> > And it has identical tags. If it turns out that X.400 makes something like
> > "ou=frobozz,cn=us" different from "cn=us,ou=frobozz" different, then I'll be
> > surprised... because formats usually use unique tags *or* order, but not
> > both.
> But here, there's dc=spodhuis,dc=demon,dc=nl -- t
On 2006-07-07 at 10:23 -0500, Peter da Silva wrote:
> > The rest of the DN is order-dependent.
>
> And it has identical tags. If it turns out that X.400 makes something like
> "ou=frobozz,cn=us" different from "cn=us,ou=frobozz" different, then I'll be
> surprised... because formats usually use un
> > > gidNumber=0+uidNumber=0,cn=peercred,cn=external,cn=a...@example.net
> > I'm confused, why would you expect the order of tagged elements in a list
> > to remain constant?
> Which list?
gidNumber=0+uidNumber=0
> The two items separated by + aren't usually referred to as
> a list, are they?
On 2006-07-07 at 09:27 -0500, Peter da Silva wrote:
> > gidNumber=0+uidNumber=0,cn=peercred,cn=external,cn=a...@example.net
> I'm confused, why would you expect the order of tagged elements in a list
> to remain constant?
Which list? The two items separated by + aren't usually referred to as
a
> sasl-regexp
> uidNumber=([^,]*)\\+gidNumber=([^,]*),cn=peercred,cn=external,cn=auth
> ldap:///ou=People,dc=example,dc=net??sub?(&(uidNumber=$1)(gidNumber=$2))
>
> The problem? From the logs:
>
> gidNumber=0+uidNumber=0,cn=peercred,cn=external,cn=a...@example.net
This combines my hate for a
I have OpenLDAP providing data, including as a backend for Heimdal.

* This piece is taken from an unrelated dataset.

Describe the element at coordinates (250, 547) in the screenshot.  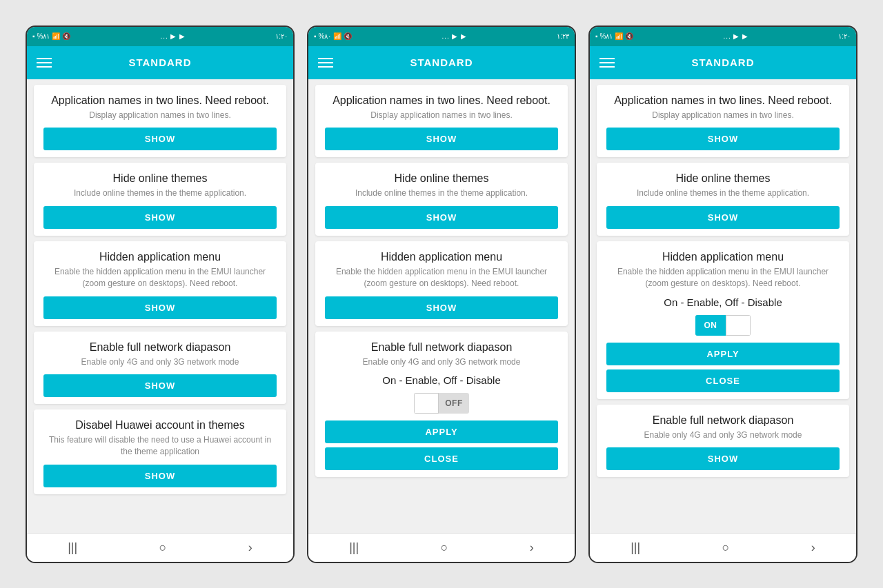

Yes, I know, but I was playing and I want to be able to sync with one
protocol which has been more exposed to scrutiny.
Update OpenLDAP from 2.2 to 2.3. Take the opportunity to split the
Kerberos backend off into a separate DB.
Today my mail client realized the button "reply to mailing list" should
not be there.
It's probably not recognizing the mailing list. There's a reason for
everything.
It's also a fact this "reason" is essentially bogus. Is there a single
good reason for which they shall hide the button? Couldn't ju
Il giorno ven, 07/07/2006 alle 11.46 +1000, Matt McLeod ha scritto:
> Nah, now you just get certified drivers with lots of bugs and
> third-party hacked ones that have fewer. The latest nVidia drivers
> are just brilliant: they make the C++ runtime crash.
Last time it happened to me (crash ca
On 7/7/06, jrod...@hate.spamportal.net wrote:
In the old days when I would run windows, my video card vendor always
provided two driver options: the logo certified one, and the one with
fewer bugs. I'm sure the program works the same way now.
Nah, now you just get certified drivers with lots
On Fri, Jul 07, 2006 at 11:11:20AM +1200, Guy Thornley wrote:
> > It's more of an advertisement for their driver "certification"
> > process. It's a message to driver developers: "pay us a boatload of
> > money for your driver to be certified, or we'll make it look like your
> > software is shonk
> It's more of an advertisement for their driver "certification"
> process. It's a message to driver developers: "pay us a boatload of
> money for your driver to be certified, or we'll make it look like your
> software is shonky so people will go buy hardware from someone else".